The US will one day pay dearly for this two-faced slapping.
(Illustration found here).
And Jumping Joe Biden kept the family feelings all together.
In an interview on PBS (via The Hill):
When asked if Mubarak was a dictator, Biden responded, “Mubarak has been an ally of ours in a number of things and he’s been very responsible on, relative to geopolitical interests in the region, Middle East peace efforts, the actions Egypt has taken relative to normalizing the relationship with Israel … I would not refer to him as a dictator.”
Well, what would Joe say about this list of non-dictators?
- 1 — Paul Biya, Cameroon
- 2 — Gurbanguly Berdymuhammedov (or Berdymukhamedov), Turkmenistan
- 3 — Teodoro Obiang Nguema, Equatorial Guinea
- 4 — Idriss Deby, Chad
- 5 — Islam Karimov, Uzbekistan
- 6 — Meles Zenawi, Ethiopia
- 7 — King Abdullah Bin Abdul-Aziz, Saudi Arabia
All these guys are not very nice to their own people and the US backs them to the hilt.
And they could be next in line and Jumping Joe might have to claim these assholes are not dictators either despite all kids of noted and reported human rights abuses along with all kinds of other nefarious shit.
The US needs to wake-up and smell the revolution.
Paul Krugman in his New York Times column this morning touches upon a landscape these non-dictators do not want to venture out into, despite there’s no real stopping it — food and the impact of climate change.
A couple of bits:
The consequences of this food crisis go far beyond economics.
After all, the big question about uprisings against corrupt and oppressive regimes in the Middle East isn’t so much why they’re happening as why they’re happening now.
And there’s little question that sky-high food prices have been an important trigger for popular rage.
…
Still, food prices lagged behind the prices of other commodities until last summer.

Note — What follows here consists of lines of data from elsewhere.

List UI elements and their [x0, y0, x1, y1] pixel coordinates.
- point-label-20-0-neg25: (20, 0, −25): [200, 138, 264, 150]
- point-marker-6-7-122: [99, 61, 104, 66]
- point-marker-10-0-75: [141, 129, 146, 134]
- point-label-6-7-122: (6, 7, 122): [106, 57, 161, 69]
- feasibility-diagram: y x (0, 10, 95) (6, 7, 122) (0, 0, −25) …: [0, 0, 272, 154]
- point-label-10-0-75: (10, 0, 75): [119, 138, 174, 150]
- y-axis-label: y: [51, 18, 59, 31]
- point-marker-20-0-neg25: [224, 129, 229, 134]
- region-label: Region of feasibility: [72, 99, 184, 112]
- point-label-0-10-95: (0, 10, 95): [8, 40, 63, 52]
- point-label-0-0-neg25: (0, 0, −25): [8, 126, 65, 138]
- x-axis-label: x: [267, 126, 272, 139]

Then the weather struck.
Consider the case of wheat, whose price has almost doubled since the summer.
The immediate cause of the wheat price spike is obvious: world production is down sharply.
The bulk of that production decline, according to U.S. Department of Agriculture data, reflects a sharp plunge in the former Soviet Union.
And we know what that’s about: a record heat wave and drought, which pushed Moscow temperatures above 100 degrees for the first time ever.
The Russian heat wave was only one of many recent extreme weather events, from dry weather in Brazil to biblical-proportion flooding in Australia, that have damaged world food production.
…
Don’t let the snow fool you: globally, 2010 was tied with 2005 for warmest year on record, even though we were at a solar minimum and La Niña was a cooling factor in the second half of the year.
Temperature records were set not just in Russia but in no fewer than 19 countries, covering a fifth of the world’s land area.
And both droughts and floods are natural consequences of a warming world: droughts because it’s hotter, floods because warm oceans release more water vapor.
…
But the evidence does, in fact, suggest that what we’re getting now is a first taste of the disruption, economic and political, that we’ll face in a warming world.
And given our failure to act on greenhouse gases, there will be much more, and much worse, to come.
Dictators or not, change is rattling its coming.